October 8th, 2007 5:50pm

Thank you for this voice of reason in an age and a nation that is scared of its history, politically and socially weak in its present and ill equipped to face the challenges of the future. With decency, tolerance, honesty, pluralism and ambition we can face the future with some hope of success. But to do so, we must understand who we are and be confident about the things we have got right, whilst recognising the things we have got wrong. Mr Murray is helping us do that.

Charles E Moore

October 8th, 2007 10:17pm

We offend ourselves, and the world, by cringing beneath the weight of a self-imposed "guilt," affected merely in order to "apolgize" for the fact that western civilisation, out of respect for individual rights, has created so much for so many. For all the regard we may genuinely feel for the brilliant accomplisments of other world cultures, none have deigned to grant the single human being, and how much less the single human female, the dignity of meaning that we so take for granted...and shamelessly seem almost ashamed to note.

Ian Campbell

October 9th, 2007 6:05pm

It should be remebered that historicaly, the freedoms we ascribe as western with roots in Judeo-Christian teachings have only recently become what they are in western liberal societies. Was it only in 1984 that women got the vote in Luxembourg (or was it Lichtenstein?).

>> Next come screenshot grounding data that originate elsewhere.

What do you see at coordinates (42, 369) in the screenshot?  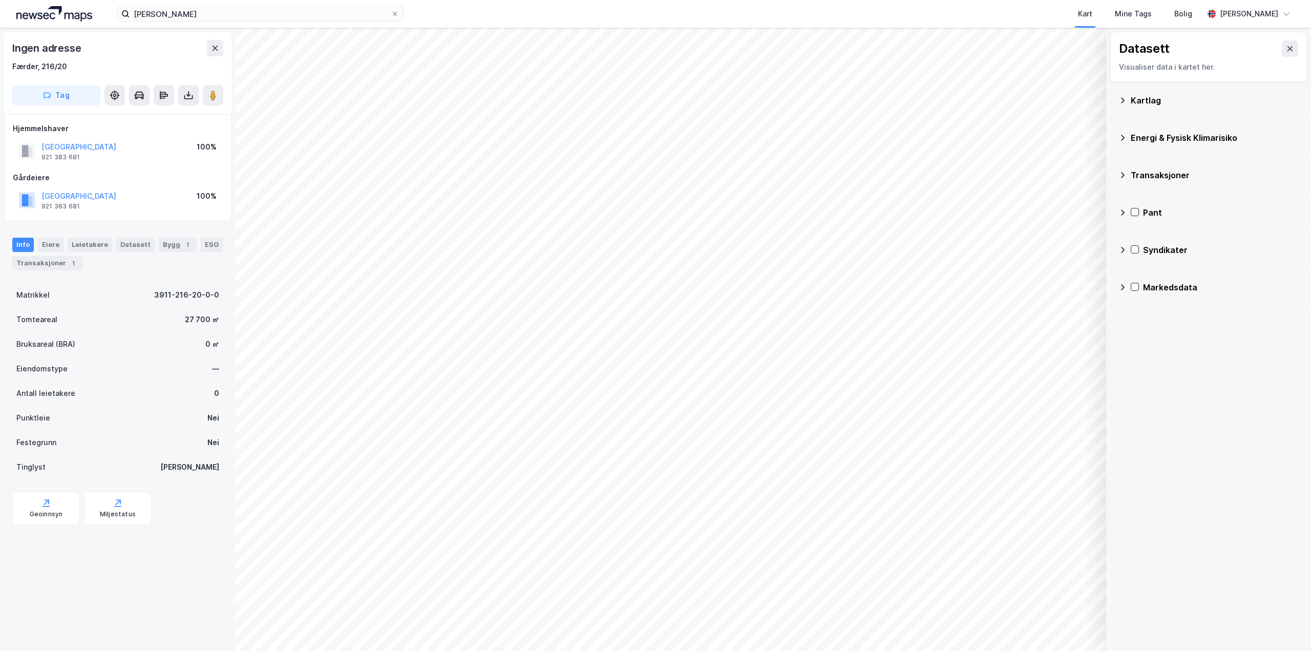 I see `div: Eiendomstype` at bounding box center [42, 369].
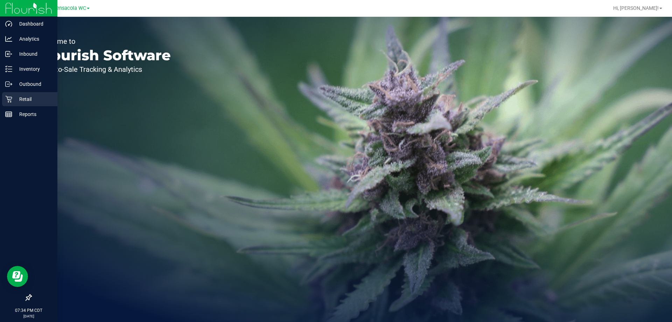  I want to click on p: Flourish Software, so click(104, 55).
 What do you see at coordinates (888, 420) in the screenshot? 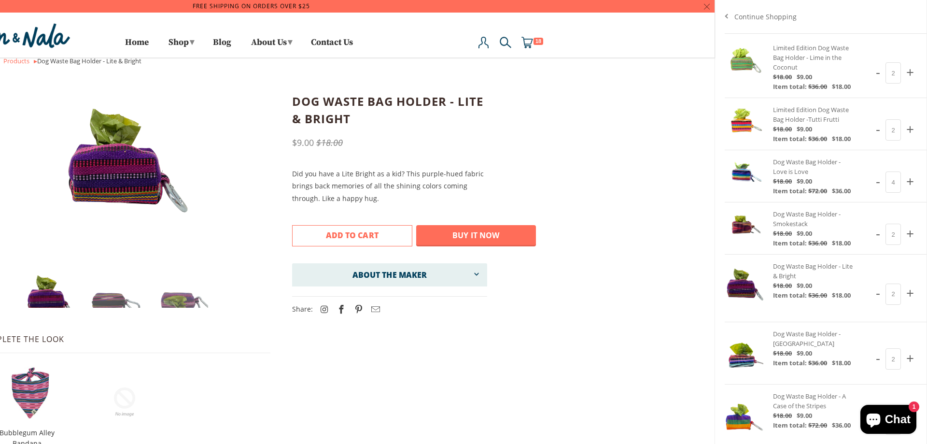
I see `inbox-online-store-chat: Shopify online store chat` at bounding box center [888, 420].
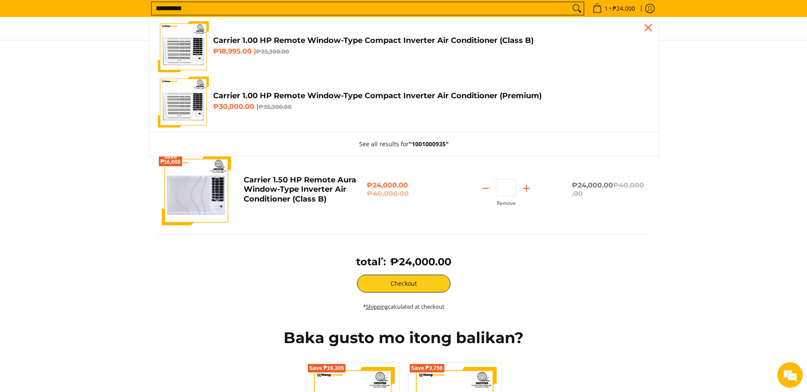 The image size is (807, 392). Describe the element at coordinates (607, 8) in the screenshot. I see `span: 1` at that location.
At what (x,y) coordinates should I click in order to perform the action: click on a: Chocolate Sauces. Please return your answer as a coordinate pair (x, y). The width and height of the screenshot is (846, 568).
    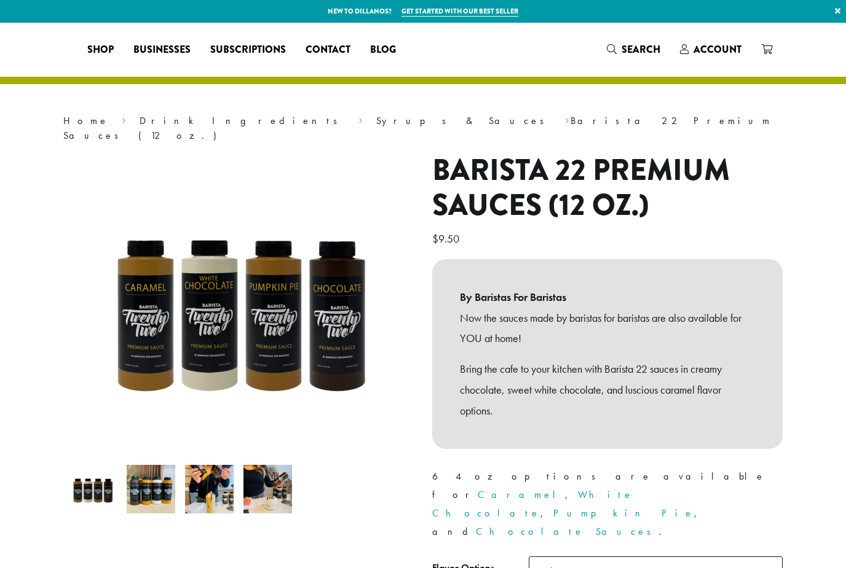
    Looking at the image, I should click on (567, 532).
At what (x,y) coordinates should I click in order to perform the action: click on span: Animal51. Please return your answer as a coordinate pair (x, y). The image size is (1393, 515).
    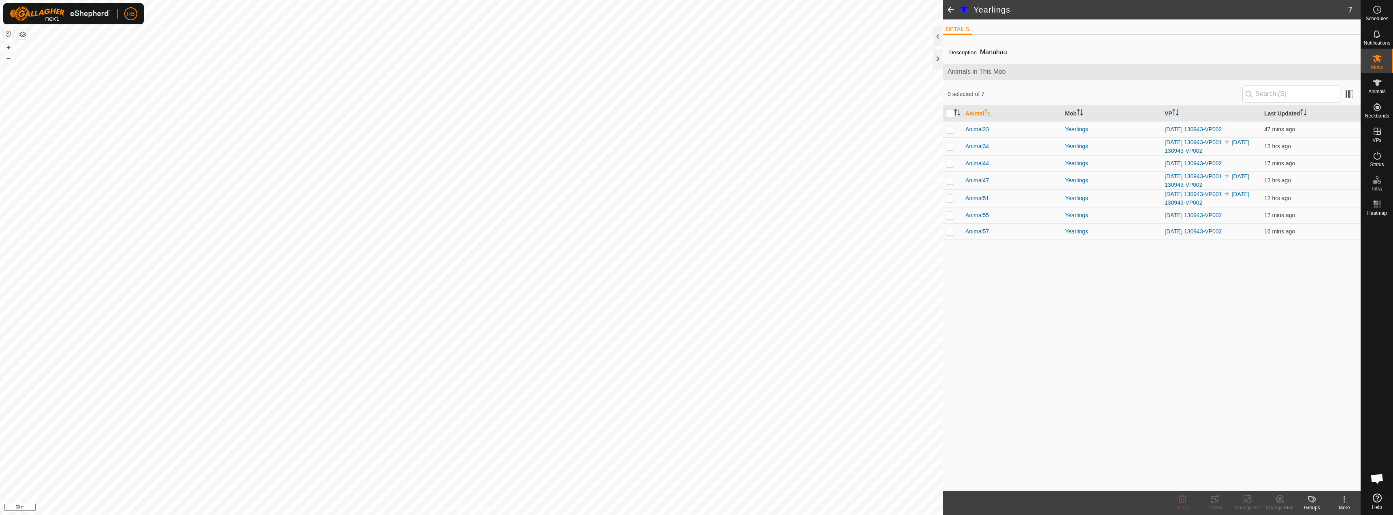
    Looking at the image, I should click on (977, 198).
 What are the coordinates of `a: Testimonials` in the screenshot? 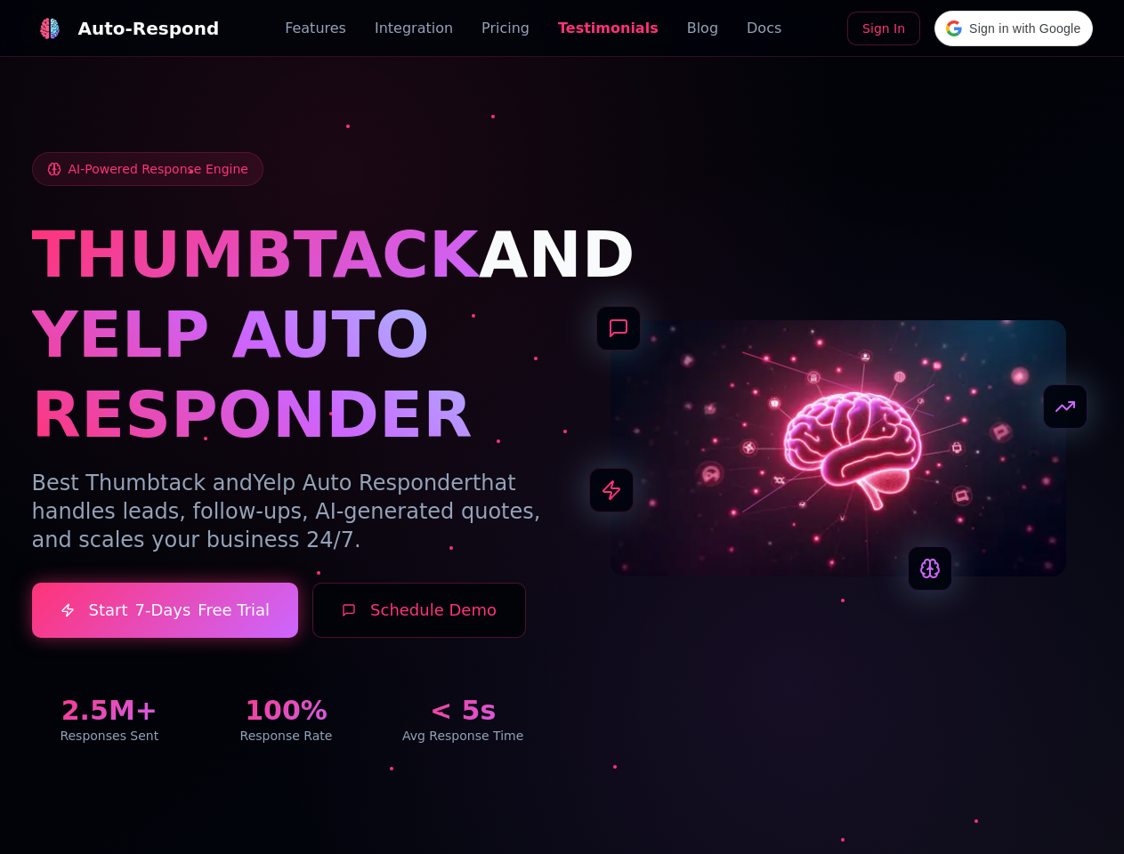 It's located at (608, 28).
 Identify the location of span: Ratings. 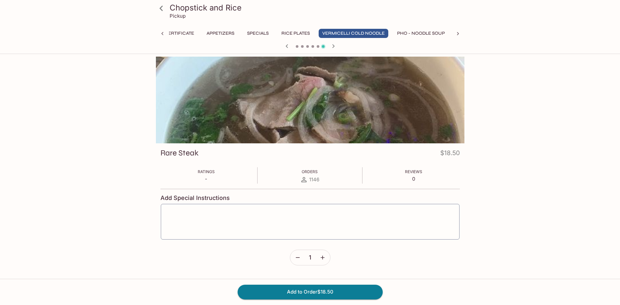
(206, 171).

Our cultural values as embodied today are quite new, so we should not be surprised that other cultures are just getting exposure to them. That is not to say that their historical novelty means they should not be asserted as much better or else future developments of worldwide cultural values will not benefit from the lessons learnt along the path to the values we have today.

Brett_McS

October 10th, 2007 12:28am

Excellent article. "The emperor has no clothes" - or perhaps he is a social nudist? Multiculturalism and post-modernism: How future generations will laugh at us!

Rob Spear

October 10th, 2007 3:19pm

Votes'n'democracy as the sole determiner of government policy is at best a contentious issue, Mr Campbell. Since it has been introduced we have seen ever more rapacious and totalitarian states in the west. I do not know if this is inevitable, but it is possible that democracy is the enemy of freedom.